When they sulk it means they’re not understanding and/or working with the collar pressure - it’s (collar pressure) is not your friend at that point so I put my remote on my belt.

How to Handle a Young Duck Dog Who Hasn’t Retrieved From Water

You can see his confidence is a little low right? So I’m going to go walk up to the edge of the water and toss one - I’m going to use the launcher and see if he’ll go in. If he doesn’t go in and doesn’t get in the water, tomorrow or the next time we do this, we’ll do water introduction like we do with puppies and we’ll put waders on, walk around out there and hang out with him - let him know it’s alright.

Get Your Dog Comfortable with Water

It’s completely different from the stuff on land - in the water it changes everything. We’ll let them play around in the water hold, run around and get comfortable with it before you expect them to be able to do anything work wise or be able to get bumpers. They’ve got to learn how to swim and become comfortable being in the water. Right now there’s vegetation under the water and they’re feeling all that and getting through it.

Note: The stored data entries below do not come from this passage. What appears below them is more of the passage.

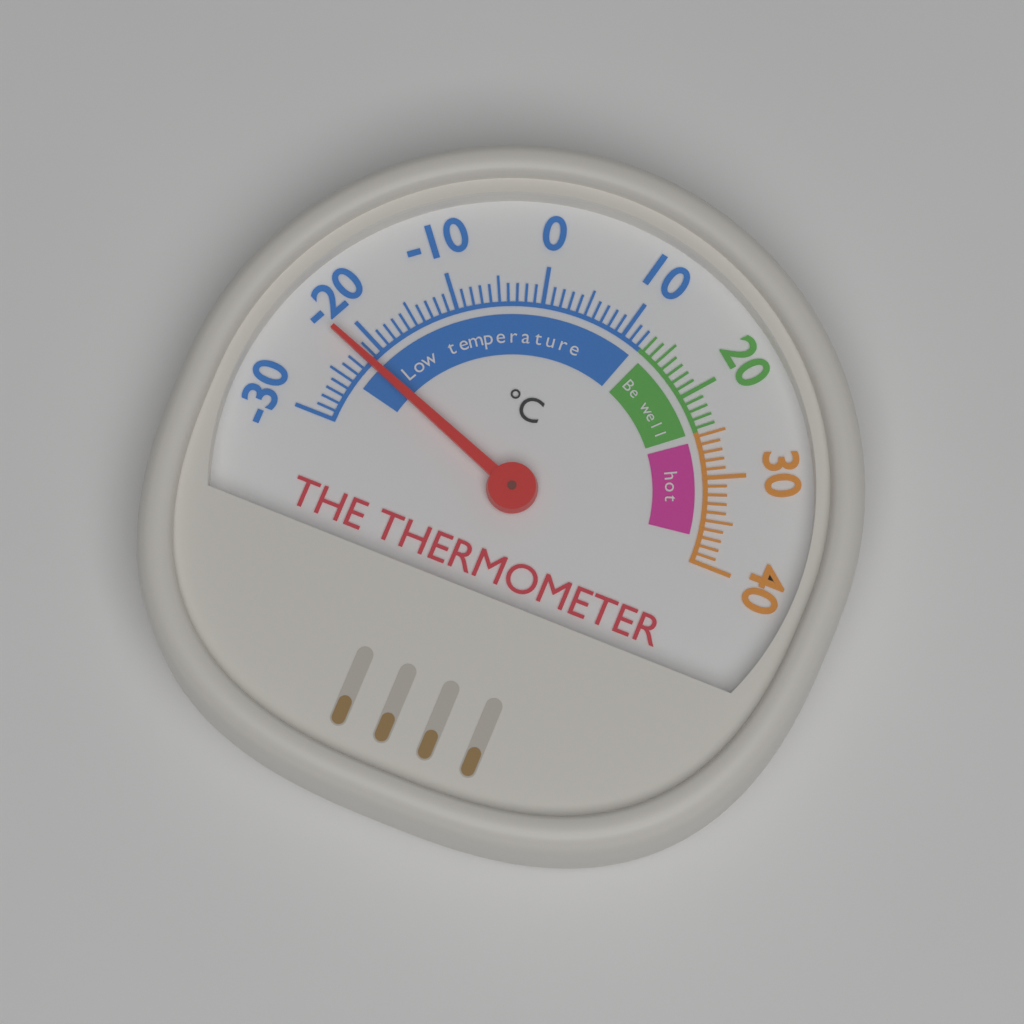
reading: -22 °C
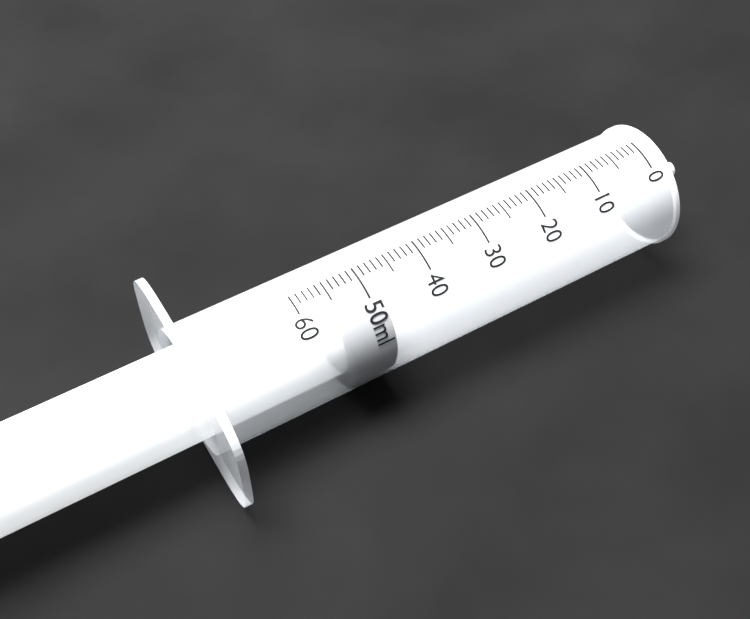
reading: 48 ml
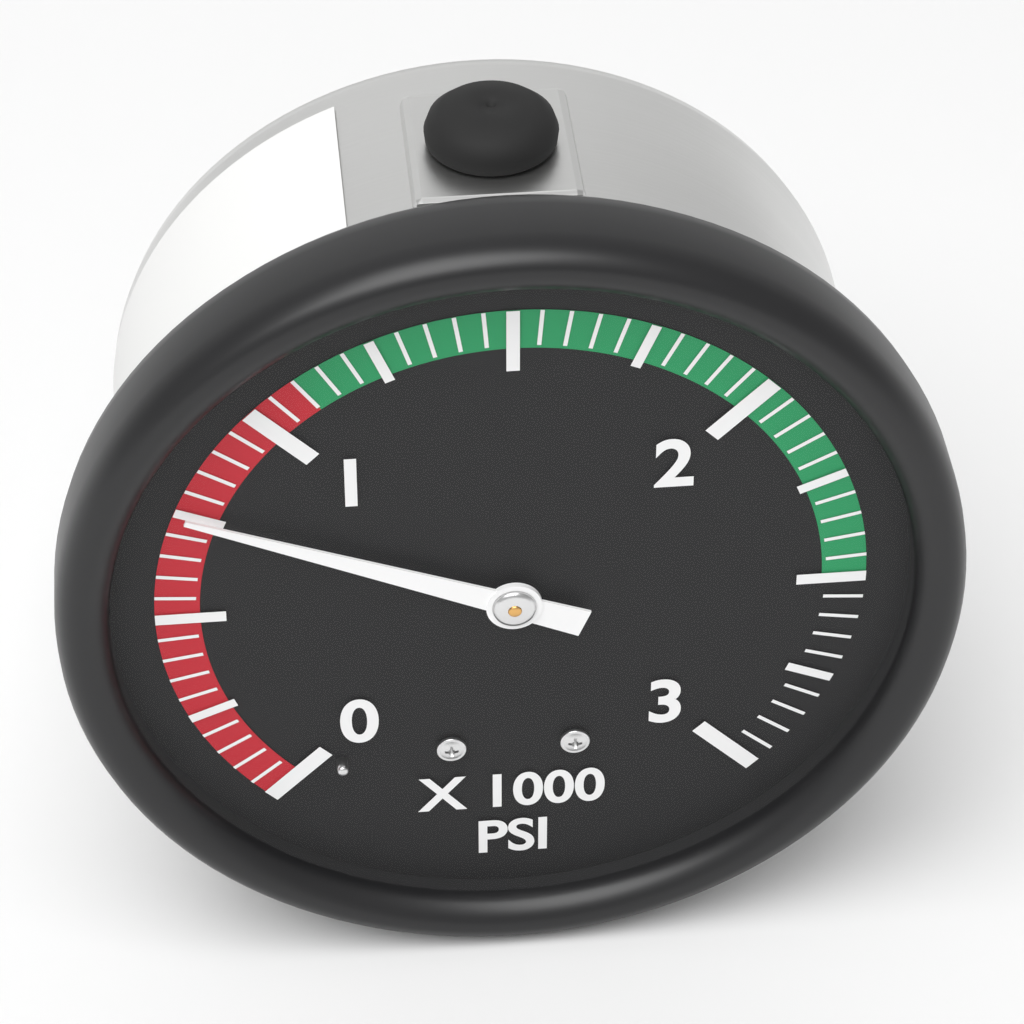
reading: 750 psi
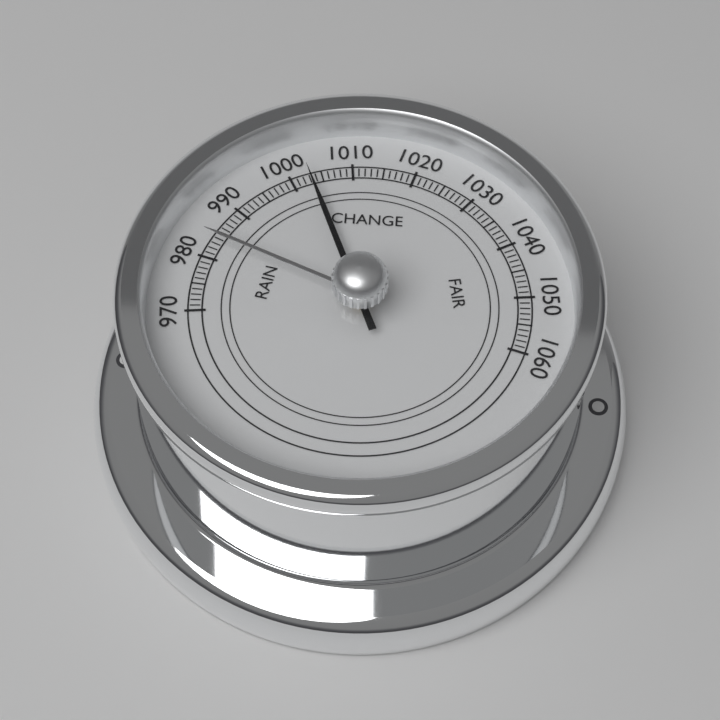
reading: 1003 (no unit)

Value of Basic Obedience in Waterfowl Dog Training

If your basics aren’t solid before you get to this point where you’re going to try to run marks - meaning obedience - “come,” you need to be collar conditioned, you need to know “here,” “sit,” - you’re going to fight a lot of stuff in this area. I’m not saying don’t throw marks before all of that is great, but don’t expect greatness if you don’t have everything solid - when you get here. If the dog runs out and gets the mark and doesn’t know to come back to you, you’re not doing really any successful training. So if they’re not coming back, and they’re recall is not good, you should have them on a long line and a check chord so you’re able to bring them back. And you can do that with just a person throwing the marks for you.

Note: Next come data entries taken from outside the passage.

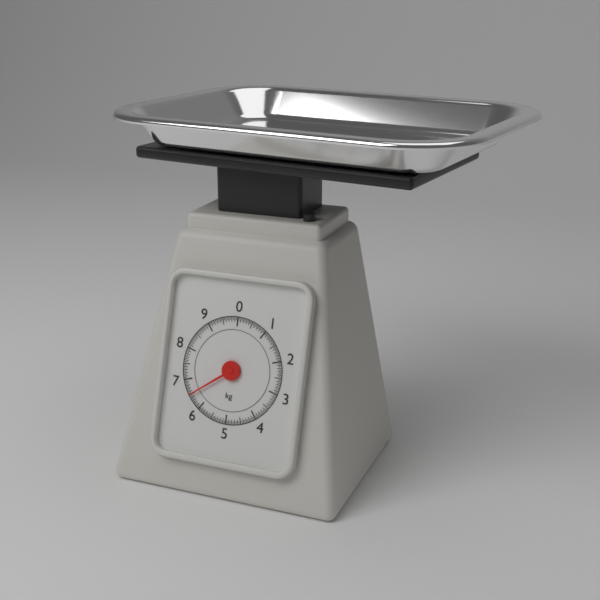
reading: 6.50 kg
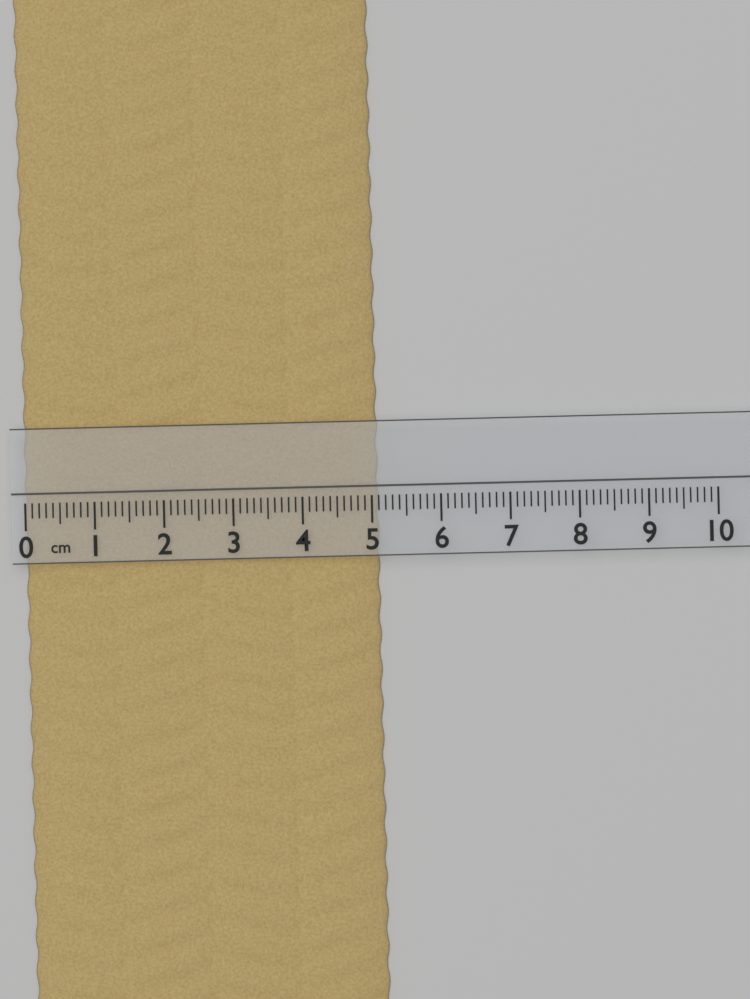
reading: 5.1 cm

Listen to Your Dog for the Ultimate Success in Waterfowl Training

If you see that you can’t reinforce the commands that you’ve been giving, you know that your collar conditioning isn’t right. If the dog is continually making mistakes and not following simple obedience commands, it’s not the dog’s fault - they don’t speak English - it means you need to better educate your retriever and take a step back to do that. It’s ok to take a step back and go to basic obedience.

When a retriever in our waterfowl dog training program shows us it doesn’t understand something, we’ll go back to basics, to reinforce certain things that the dog truly needs to understand; like collar conditioning. If as a dog trainer or owner, you give a correction via a e-collar and it doesn’t change the behavior - the collar didn’t do anything for you. The last thing you want to do is a “burn a dog out” or over-use the e-collar. Maybe the dog isn’t being correctly conditioned to the behavior when you give them that correction.

It’s all about checks and balances - if you see a gun dog not responding to your commands - go back and reinforce the basics. They may not be ready to move on and as professional trainers it’s our job to watch that constantly. At Fowl Water Outdoors we only push the dog when we’re confident they understand what we’re asking of them.